The Vineyard After a Wet December and a Sunny January is Impossibly Green
Tasting the wines in the Spring 2020 VINsider Wine Club shipments

Congratulations to Winemaker Neil Collins, Paso Robles Wine Industry Person of the Year for 2019!

At the end of January, nearly 30 of the Tablas Creek team joined some 200 members of the Paso Robles wine community to celebrate our long-time winemaker Neil Collins, who was voted by his peers the 2019 Paso Robles Wine Country Person of the Year. You can read the official announcement from the Paso Robles Wine Country Alliance. 

Tablas Creek Winemaker Neil Collins - Landscape

With one exception -- the 1997 vintage, during which Neil was working at Beaucastel -- Neil has had a hand in every vintage of Tablas Creek. We first met him in 1994, when he was Assistant Winemaker at Adelaida Cellars, where we rented space to make our first few vintages of practice wine. By the time we'd gotten our French clones into production and built our winery in 1997, we'd become so impressed with Neil's work that we offered him our winemaking position and the opportunity to spend a year working at Beaucastel. We're honored that he's been here ever since. 

Along the way, Neil created two other businesses here in the Paso Robles area, and this award recognized these contributions at least as much as his winemaking at Tablas Creek. He started the Lone Madrone label with his wife Marci and his sister Jackie in 1996, through which he has championed dry-farmed vineyards on Paso's West side while focusing on heritage grapes like Zinfandel and Chenin Blanc, along with (of course) Rhones and the occasional parcel that was too good to turn down. Nebbiolo, anyone? And as if that wasn't enough on his plate, for the last decade he's been leading a Central Coast cider renaissance through his Bristol's Cider label and the Bristol's Cider House in Atascadero.

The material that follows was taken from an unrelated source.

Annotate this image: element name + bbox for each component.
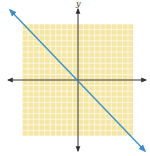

When my dad and Jean-Pierre and Francois Perrin started Tablas Creek, they felt pretty confident in their abilities to grow, make wine out of, and sell Rhone grape varieties. (As it turned out, that assumption was probably a little optimistic, but what great adventure ever gets started without a little unwarranted optimism... and anyway, that's a story for another day.) What they found in Neil, in addition to a man with relentless curiosity and legitimate hands-on winemaking chops, was someone who was steeped in Paso Robles. Although he's not a native, he spent his whole winemaking career here, from its early days with Ken Volk at Wild Horse through his extended stint with John Munch at Adelaida. I know that it meant a lot for him to have Ken, who gave him his first job in wine, be the one who presented his award at the Gala. I videoed the presentation speech:

You might well ask how he's able to run what is in essence three separate businesses while still holding down a full-time job here at Tablas Creek. That's part of what makes Neil special. He has a great ability to get things rolling, empower the people who work for him, and then keep tabs on the status of the many projects he's working on without having to (or, just as importantly, feeling like he has to) do everything himself. But it's not that he's content with the status quo. Far from it. His relentless experimentation is one of the things that has allowed Tablas Creek to grow and thrive the way it has under his watch. And it's one of the reasons why his lieutenants here at Tablas Creek tend to stay for the long term. I asked Senior Assistant Winemaker Chelsea Franchi, who's been here more than a decade herself, to share her thoughts on Neil, and I loved what she told me: "One of the things I love most about working with Neil is watching him build community and having the chance to be part of it. You see it in his close-knit family for sure, but it extends well beyond that. His groups of friends and colleagues, the family he's built in the Tablas Creek cellar team, his employees from Lone Madrone and Bristols - it's a true delight to be near someone who cares deeply about the humans around him."

I think you'll get a good sense of why people want to work with and for Neil from his acceptance speech:

It's an honor to call Neil a colleague and a friend, and I couldn't be more excited that he received this recognition.